Sean stared down the hallway where Neal had disappeared, a theory already forming.
Jane looked at him curiously.
"Boss, what do you know?"
"Can't confirm yet. Need to dig."
Sean turned back to her.
"Go home and get some rest for now. We'll look into this later."
The Little Martin case was dead in the water — Francis was Neal's now.
The Pacific Standard case had two suspects, but Phil and Dennis weren't giving up much.
Sean had decided to find out exactly where Neal's sudden golden intel was coming from.
---
Lawson and the two Bonanno guards were each put in separate interview rooms. Francis got processed, then shipped straight to the hospital for a check-up.
Black Sonny had worked him over pretty good earlier. The rough first aid wasn't enough, and Neal didn't want him dying on federal property.
Lawson and the guards got to enjoy FBI coffee.
The Bureau had deep pockets — the coffee was actually decent, fresh-ground beans, not the usual instant sludge.
The two Bonanno guards weren't in the mood to appreciate it.
"Lawson, how's it taste?"
"Pretty good. Better than I expected."
Lawson had figured FBI coffee for suspects would be garbage.
Neal looked at Lawson, smile slowly fading.
"Lawson, I still remember the first time I met you. You were just some illegal immigrant who could barely speak English. I'm the one who got you that green card!"
Neal was clearly still pissed about Lawson holding back Francis's location. He was digging up old favors.
"Neal, you don't need to bring that up. I don't owe you. Every piece of intel I gave you I risked my life for. One green card and you think I'm supposed to die for you? My life's worth more than that."
Neal was shut down hard. He wanted to say an illegal's life wasn't worth much, but the second those words left his mouth Lawson would flip.
He already knew Lawson was the real deal. He'd recruited plenty of illegals and street rats as informants, but none of them had delivered the volume Lawson had in just a few months.
FBI agents had different styles. Sean Arthur was old-school — show up after the crime, work the scene, solve it the hard way.
Neal played it smarter — cast a wide net, buy intel from the fringes, get ahead of the game.
You couldn't say which was better, but right now Neal was winning.

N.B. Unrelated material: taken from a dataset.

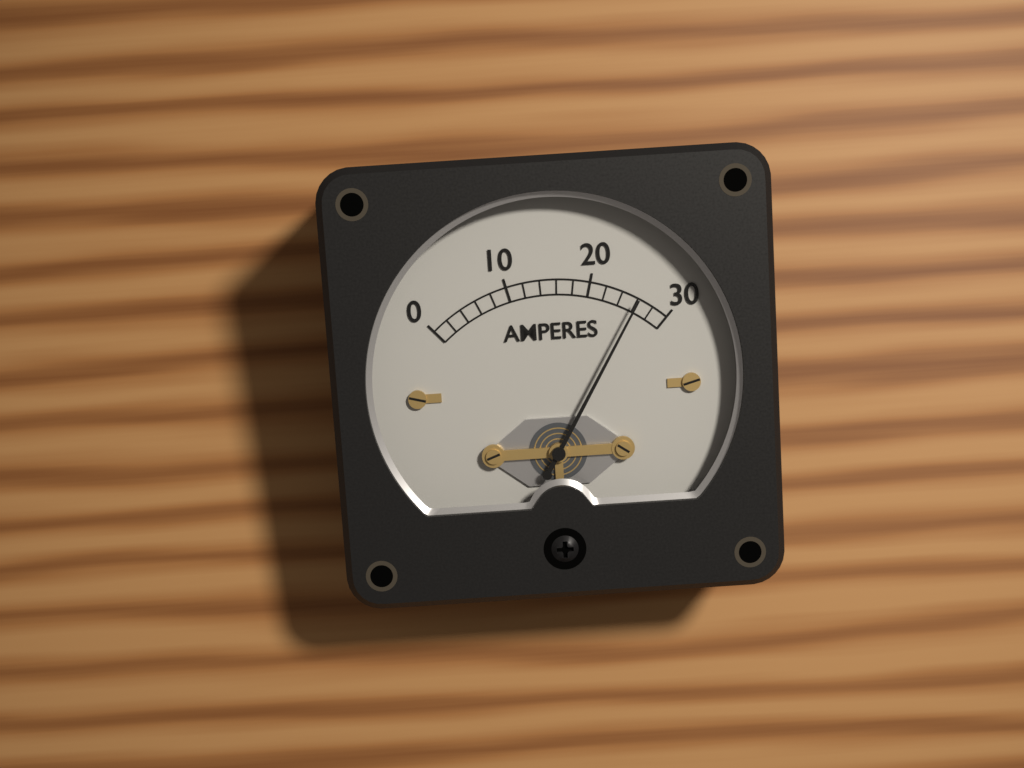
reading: 26 A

"I think we should build better trust between us. If you'd given me the location earlier tonight, it wouldn't have been so close."
Neal was still trying the guilt-trip PUA move, hoping to make Lawson feel bad.

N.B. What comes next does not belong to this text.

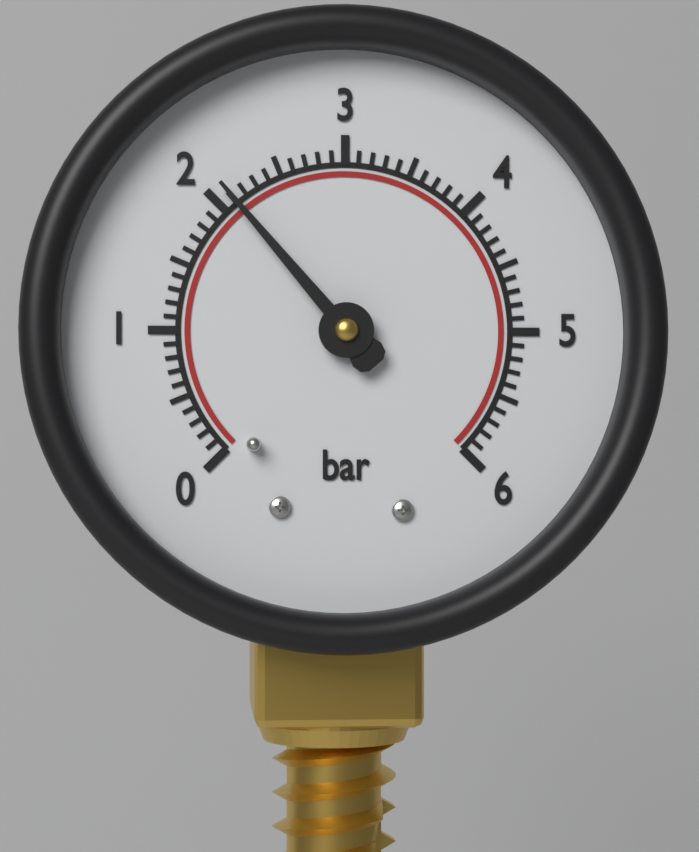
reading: 2.1 bar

Too bad Lawson wasn't stupid. Anyone stupid got eaten alive by America long ago.
Forrest Gump types only existed in movies.
"You're right, Neal! So how about this — you get my FBI file squared away fast. Once I know I'm solid, I'll be way more cooperative. Sound good?"

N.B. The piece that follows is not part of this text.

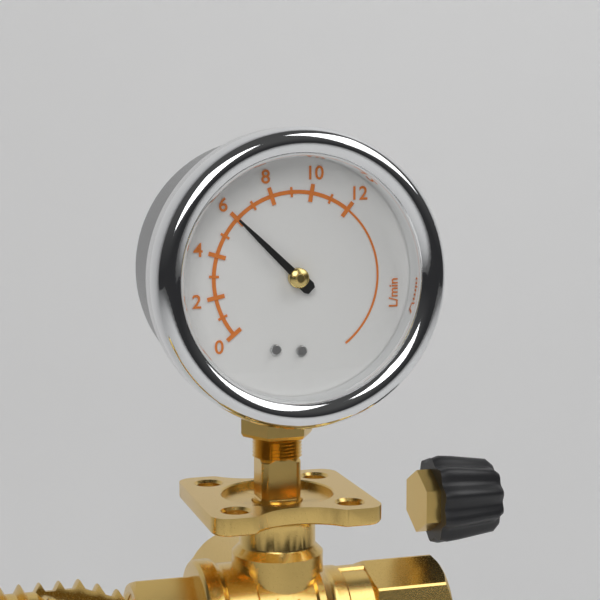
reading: 6 L/min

You try to PUA me, I'll draw you the biggest cake in the world. Everybody wins.
Neal was speechless. His whole guilt trip was meant to dodge the badge promise. Lawson was locking onto it like a pit bull.
"The badge issue—"
Before Neal could finish, someone knocked on the interview room door.
"Who is it?"
A white-haired older man walked in. Ordinary face, but the presence was anything but. Clearly somebody important.
You could tell from the way Neal's whole posture changed.
"Deputy Director, sir — what brings you down here?"
Neal stood up fast, voice respectful.
The old man glanced at Lawson but didn't linger. His focus was on Neal.
"I heard you bagged Francis Ricci?"
"How did you hear that, sir?"
Neal was surprised. He'd only had Francis for a couple hours. The Deputy Director was already here?
"Little Martin's murder is a city-wide priority. I overheard some talk about it and figured I'd come see for myself."